Banner image is by Ludie Cochrane..

Susan Kieffer can be contacted at s1kieffer at gmail.com


Tuesday, November 9, 2010

Where did the groundwater in the Pacific Northwest come from?

Dry Falls, a 350 foot high, 3 mile wide group of cliffs
that formed during the floods that scoured the
Channeled Scablands.  Photo from the U.S. Geological Survey,
available here. Dry Falls is ten times the size of Niagara
Falls, and was formed over a short period of time during the
catastrophic Missoula Floods.
Toward the end of the last ice ages, approximately 20,000 years ago, ice plugged several of the rivers that normally drained water from the area we now know as Montana.  Behind the ice dams, a gigantic lake, Lake Missoula formed.  Repeatedly, the ice dams broke and catastrophic flood, with discharges on the order of a million cubic meters per second, raced down old and new channels, flooding parts of Idaho, Washington, and Oregon under hundreds of feet of water in just a few days.

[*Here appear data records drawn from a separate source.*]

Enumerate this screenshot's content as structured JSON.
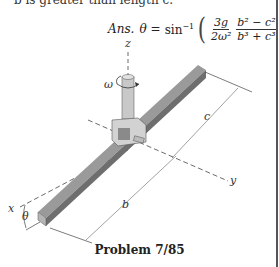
{
  "problem": {
    "truncated_text": "b is greater than length c.",
    "answer": {
      "label": "Ans.",
      "variable": "θ",
      "equals": "=",
      "function": "sin",
      "function_sup": "−1",
      "open_paren": "(",
      "close_paren": ")",
      "frac1_num": "3g",
      "frac1_den": "2ω²",
      "frac2_num": "b² − c²",
      "frac2_den": "b³ + c³"
    },
    "caption": "Problem 7/85"
  },
  "figure": {
    "labels": {
      "z": "z",
      "omega": "ω",
      "c": "c",
      "y": "y",
      "x": "x",
      "theta": "θ",
      "b": "b"
    },
    "colors": {
      "bar_top": "#9a9a9a",
      "bar_side": "#6e6e6e",
      "bar_end": "#b5b5b5",
      "shaft": "#c8c8c8",
      "clevis": "#d2d2d2",
      "line": "#444444"
    }
  }
}
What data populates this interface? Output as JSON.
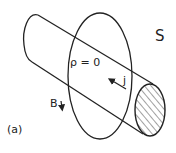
{
  "figure": {
    "panel_label": "(a)",
    "region_label": "S",
    "density_label": "ρ = 0",
    "current_label": "j",
    "field_label": "B"
  },
  "colors": {
    "stroke": "#222222",
    "background": "#ffffff",
    "hatch": "#444444"
  }
}
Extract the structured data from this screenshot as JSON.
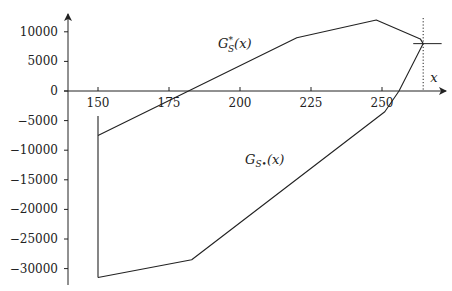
{
  "chart_data": {
    "type": "line",
    "title": "",
    "xlabel": "x",
    "ylabel": "",
    "xlim": [
      138,
      270
    ],
    "ylim": [
      -32500,
      13500
    ],
    "grid": false,
    "x_ticks": [
      150,
      175,
      200,
      225,
      250
    ],
    "x_tick_labels": [
      "150",
      "175",
      "200",
      "225",
      "250"
    ],
    "y_ticks": [
      10000,
      5000,
      0,
      -5000,
      -10000,
      -15000,
      -20000,
      -25000,
      -30000
    ],
    "y_tick_labels": [
      "10000",
      "5000",
      "0",
      "−5000",
      "−10000",
      "−15000",
      "−20000",
      "−25000",
      "−30000"
    ],
    "series": [
      {
        "name": "G*_S(x)",
        "label_main": "G",
        "label_sup": "*",
        "label_sub": "S",
        "label_arg": "(x)",
        "x": [
          150,
          220,
          248,
          263.5,
          264.5
        ],
        "y": [
          -7500,
          9000,
          12000,
          8800,
          8000
        ]
      },
      {
        "name": "G_S*(x)",
        "label_main": "G",
        "label_sub": "S•",
        "label_arg": "(x)",
        "x": [
          150,
          183,
          251,
          256,
          264.5
        ],
        "y": [
          -31500,
          -28500,
          -3500,
          0,
          8000
        ]
      },
      {
        "name": "vertical segment at x=150",
        "x": [
          150,
          150
        ],
        "y": [
          -4200,
          -31500
        ]
      }
    ],
    "annotations": [
      {
        "type": "vline-dotted",
        "x": 264.5,
        "label": "x"
      },
      {
        "type": "hline-segment",
        "y": 8000,
        "x_range": [
          261,
          271
        ]
      }
    ]
  }
}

In a new paper, Brown et al. propose that these floods, in spite of their brevity, provided the groundwater that is now present within the aquifers of the Columbia River Basalts that cover the region (Brown, K.B., et al., Isotopically-depleted late Pleistocene groundwater in Columbia River Basalt aquifers: Evidence for recharge of glacial Lake Missoula floodwaters, Geophysical Research Letters, vol. 37, L21402, 5 pp, 2010.).  This region is semi-arid today, and general climate models suggest that it was colder and drier during the Last Glacial Maximum.  The groundwaters have anomalously low del O18 and delD values, and radiocarbon ages between 15.7 and 19.6 thousand years before present, and the authors suggest that they were recharged from multiple pulses of the Missoula flood events.  Several groundwaters have even older radiocarbon ages and may have come from earlier undocumented Missoula flood events.  The mechanism by which aquifers could be charged with such huge volumes of water in times of just a few days, even with repeated episodes, are unknown, but the large depth (366 m) and volume (>1200 cubic kilometers) of the ponds formed during the floods may have helped drive the water into the aquifers.  These waters are important for agricultural and domestic water resources in central Washington, and--like the Great Lakes--may not be replenished under current geological conditions.


3 comments:

Unknown said...

There's something about the massive scale of these events that make them even more interesting. I look forward to reading any subsequent studies on the potential mechanisms behind the proposed rapid groundwater recharge.

Anonymous said...

I have only read the abstract to the paper, so I don't know their full argument. But, I do have a question about the source of the groundwater. Since the terminus of the ice sheet was across the northern extent of the flood basalt province, wouldn't a more obvious source be melt water from the outflow there? I find it hard to envision a mechanism to recharge the aquifers in a brief flood surge.

Susan W. Kieffer said...

This is a great question! Rather than trying to answer it myself, I'm calling the attention of this question to the authors of the paper and asking them both to make sure that I wrote up the summary correctly, and to answer your question. I'm sure that they can do a better job than I can, and the dialogue may be interesting and fruitful. Thank you for your interest!